One of the ways you can work around this by creating a dummy branch that is up to date with mnit-rtmc/iris/master, then use git cherry-pick to pick out the specific commits you want to merge. This requires a few more steps, but it allows you to get small changes into mainline before you finish your other work, which may be desirable in some cases.

Example

Say you are working on a branch called feature to develop a fancy new feature. Part of the way through the development process, you discover a bug that causes a weird problem in a few edge cases. The fix is quick and easy (just a few lines), so you make it and push it to the feature branch of your fork. Now you want to send it to the mainline so others can benefit from it, but the commit containing the change is on top of 20 other commits that partially implement your feature, and you don't want to send those yet until you are done.
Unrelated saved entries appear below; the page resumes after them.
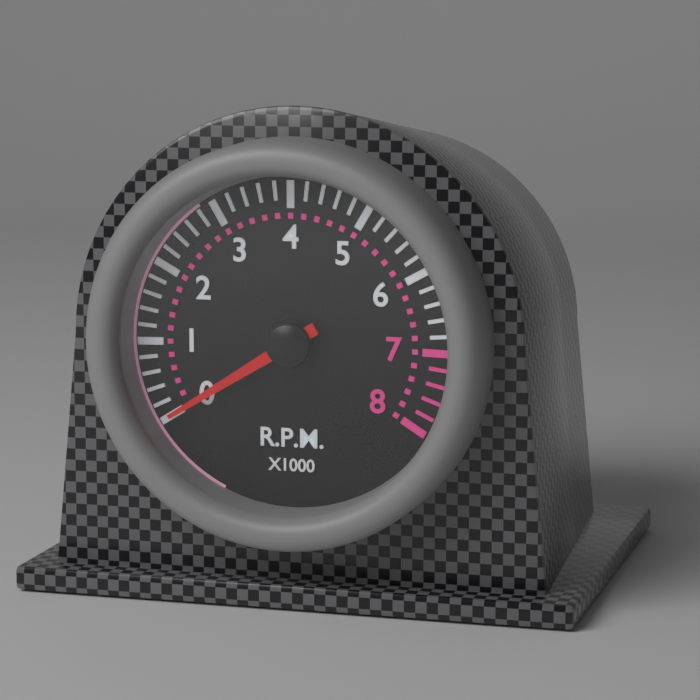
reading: 0 RPM
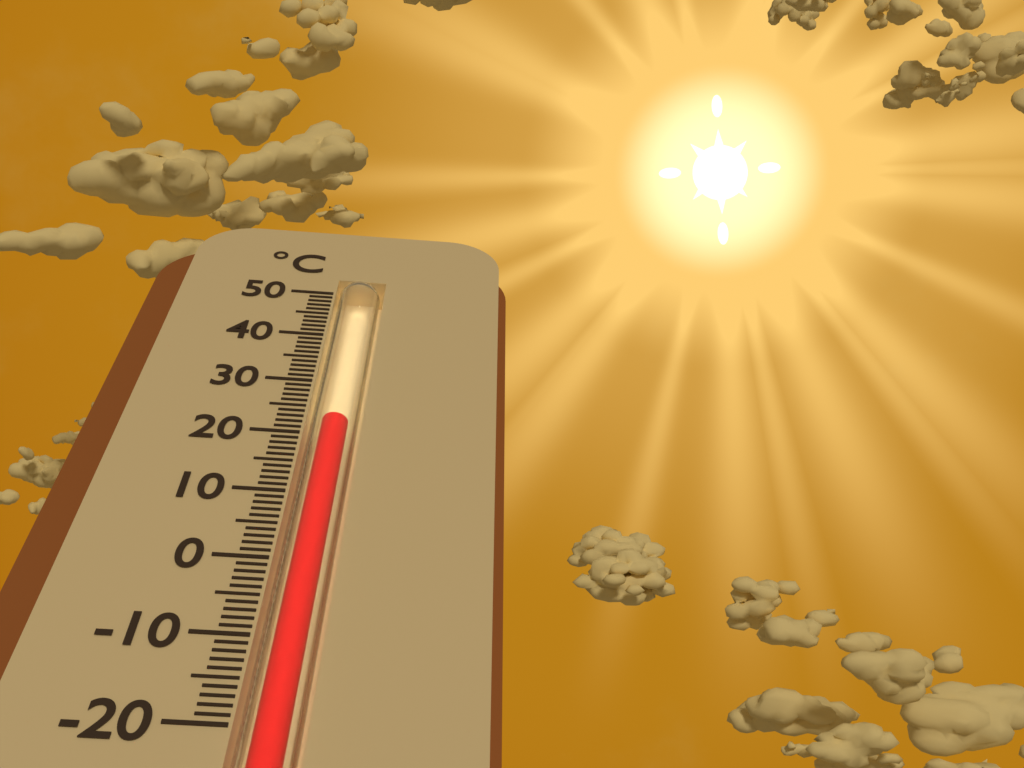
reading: 23 °C
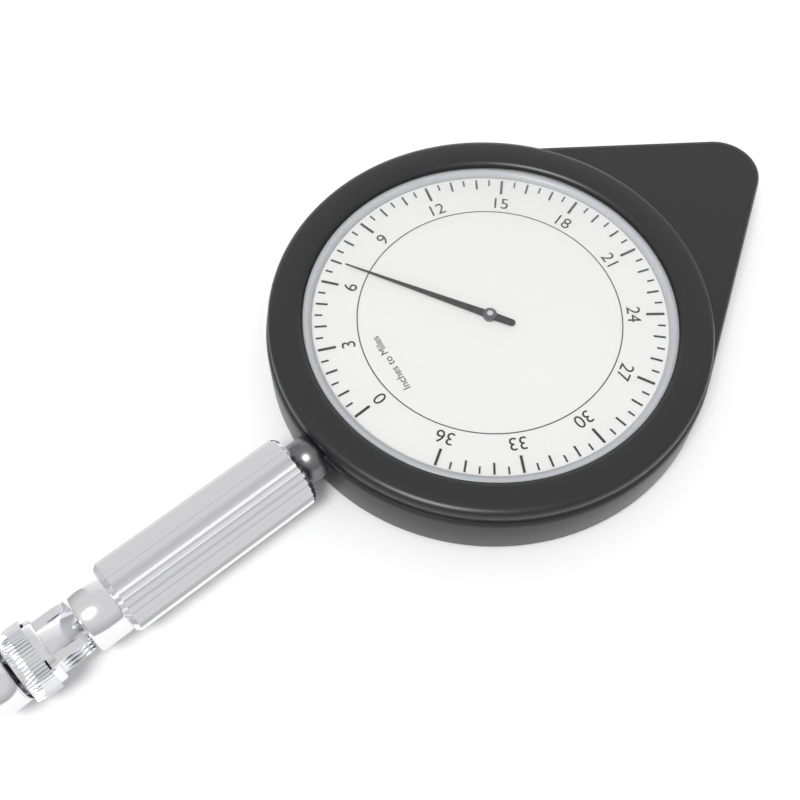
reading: 7.0 miles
To work around this, first create a new branch without any of your commits (even with mnit-rtmc/iris/master). To do this (as of now), branch off the mnit_tracking branch. This command will create the bugfix branch based on the mnit_tracking branch then check it out for you:

git checkout -b bugfix mnit_tracking

After this, you may need to update this branch from MNIT's repository before doing more. If you don't already have it set as an upstream for your local repository, run:

git remote add upstream https://github.com/mnit-rtmc/iris.git

Then run:

git pull upstream master

The bugfix branch that you created will now be in sync with mnit-rtmc/iris/master. Now you can apply the changes you want to this branch. First lookup the ID of the commit(s) you want from the other branch (you can use git log feature or the GitHub web interface to help identify them). Then use the cherry-pick command to apply that commit (0509dc4 in this example) to the bugfix branch:

git cherry-pick 0509dc4

If you have more than one commits to apply, repeat the above command with those IDs.

Now push the new branch to your fork with:

git push origin bugfix

And now you can use the GitHub web interface to create a pull request to merge your bugfix branch into mnit-rtmc/iris/master. That request will contain only the commit(s) you want to send now, allowing you to finish your work on the other feature at your leisure.